I have to think people have stored stuff in a blockchain somewhere. I wonder what the response to that is.


Yep, as much as I benefit from valve’s push on Linux, I know it’s not out of the kindness of their hearts, it’s out of self preservation.

I would gladly use epic’s store if it gave devs more of the profits, but it’s just incredibly immature. Basic options are missing, and it doesn’t support Linux. I can try to work around their shortcomings as much as possible using bottles and proton, but eventually I can’t play their games due to their invasive anti-cheat. On top of that, they seem to be building a walled garden of micro transactions that’s just a worse version of NFTs. They really don’t want me as a customer, and I’m not going to argue.

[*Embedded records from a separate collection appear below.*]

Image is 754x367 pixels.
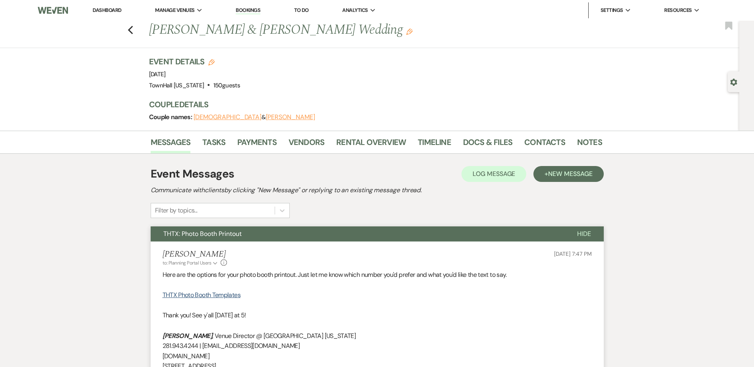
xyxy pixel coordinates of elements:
span: [DATE] [149,70,166,78]
a: Payments [237,136,277,153]
span: THTX: Photo Booth Printout [163,230,242,238]
button: to: Planning Portal Users [163,260,219,267]
div: Filter by topics... [155,206,198,215]
button: THTX: Photo Booth Printout [151,227,564,242]
button: Log Message [461,166,526,182]
p: , Venue Director @ [GEOGRAPHIC_DATA] [US_STATE] [163,331,592,341]
span: & [194,113,315,121]
p: [DOMAIN_NAME] [163,351,592,362]
span: 150 guests [213,81,240,89]
a: Messages [151,136,191,153]
a: Contacts [524,136,565,153]
button: [PERSON_NAME] [266,114,315,120]
img: Weven Logo [38,2,68,19]
h3: Event Details [149,56,240,67]
p: 281.943.4244 | [EMAIL_ADDRESS][DOMAIN_NAME] [163,341,592,351]
button: +New Message [533,166,603,182]
span: Analytics [342,6,368,14]
button: Edit [406,28,413,35]
a: Notes [577,136,602,153]
h2: Communicate with clients by clicking "New Message" or replying to an existing message thread. [151,186,604,195]
a: Docs & Files [463,136,512,153]
button: Open lead details [730,78,737,85]
span: New Message [548,170,592,178]
span: [DATE] 7:47 PM [554,250,591,258]
button: [DEMOGRAPHIC_DATA] [194,114,262,120]
h1: [PERSON_NAME] & [PERSON_NAME] Wedding [149,21,505,40]
span: Resources [664,6,692,14]
a: To Do [294,7,309,14]
h5: [PERSON_NAME] [163,250,227,260]
span: Manage Venues [155,6,194,14]
a: Tasks [202,136,225,153]
button: Hide [564,227,604,242]
span: Hide [577,230,591,238]
h1: Event Messages [151,166,234,182]
a: Bookings [236,7,260,14]
span: Settings [601,6,623,14]
span: TownHall [US_STATE] [149,81,204,89]
p: Here are the options for your photo booth printout. Just let me know which number you'd prefer an... [163,270,592,280]
a: Timeline [418,136,451,153]
em: [PERSON_NAME] [163,332,213,340]
h3: Couple Details [149,99,594,110]
a: THTX Photo Booth Templates [163,291,240,299]
span: Couple names: [149,113,194,121]
a: Rental Overview [336,136,406,153]
a: Dashboard [93,7,121,14]
p: Thank you! See y'all [DATE] at 5! [163,310,592,321]
span: to: Planning Portal Users [163,260,211,266]
span: Log Message [473,170,515,178]
a: Vendors [289,136,324,153]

This is what Nintendo wants people to think. They want you to think hacking your own hardware is synonymous with copyright infringement. And it’s categorically not. Just like collecting knives isn’t synonymous with committing murder.

I agree that Yuzu was toeing a fine line when they should have instead steered far clear of it and only supported playback of homebrew apps without encryption, but that’s not to say they did anything ethically wrong. Backing up your own files shouldn’t be a right we lose just because of criminals walking around “wink wink, nudge nudging” each other. Punish the murderers, not the knife sellers.


No, I mean charging money for pirated copies of games

Bowser helped create and support online libraries of pirated videogames for its customers, and several of the enterprise’s devices came preloaded with pirated videogames.

This behavior was never condoned by the Yuzu developers

Piracy was never our intention, and we believe that piracy of video games and on video game consoles should end.


Sucks that laws like the DMCA make it illegal to bypass encryption for the sake of emulation or other fair use

IANAL, but there are a bunch of carve outs for these purposes.

It’s unclear how this would have actually shaken out, but probably just because Nintendo is Nintendo, it would have gone in their favor. And yuzu didn’t want to be the one to set bad precedent for any future endeavors.


Please don’t conflate an open effort to own your own hardware and data with a closed effort to literally sell access to copyrighted content under the table, and try to launder the profits and commit fraud. Yuzu and Bowser are not the same.


Sony tried the same thing with geohotz and lost.


According to their statement they’ll still be offering HoloISO as an option for users. It’s possible they were just using it to leverage msft for a cheaper license.

As long as the platform supports SteamOS (or a fork of it), I don’t care what it ships with.


Nice.

Something I learned recently that’s worth noting, mesa is often built without it’s vaapi support for proprietary codecs. Idk which formats they use to stream, but it’s something to keep in mind in case you have trouble getting this to work. vainfo is your friend.



I agree that there should be better control in steam over what games are prioritized for both updates and shader caching.

But I was under the impression that most shader precaching was done by compiling locally in the background (via fossilize), not downloading. I agree that a 10GB download for AHIT is sus, but I don’t see anywhere on the screen that denotes it is downloading shaders.

Nonetheless, the shader pipeline problems of these new APIs (both pipeline explosion and caching) are not solved yet. IMO caching is not solved because GPU vendors don’t allow their new drivers to work with “old” shader pipelines. They have no incentive to (it would require extra driver work, and you couldn’t force users to use your latest compiler optimizations), and gamers don’t know to ask for it.


Someone else already explained the licenses, but to your second point, yes, nothing stops any other launcher from using proton, which is what all the other open source launchers do. And yes, no one “needs” this project, just like we don’t “need” any standards for anything, but it could make things a lot cleaner and easier to support.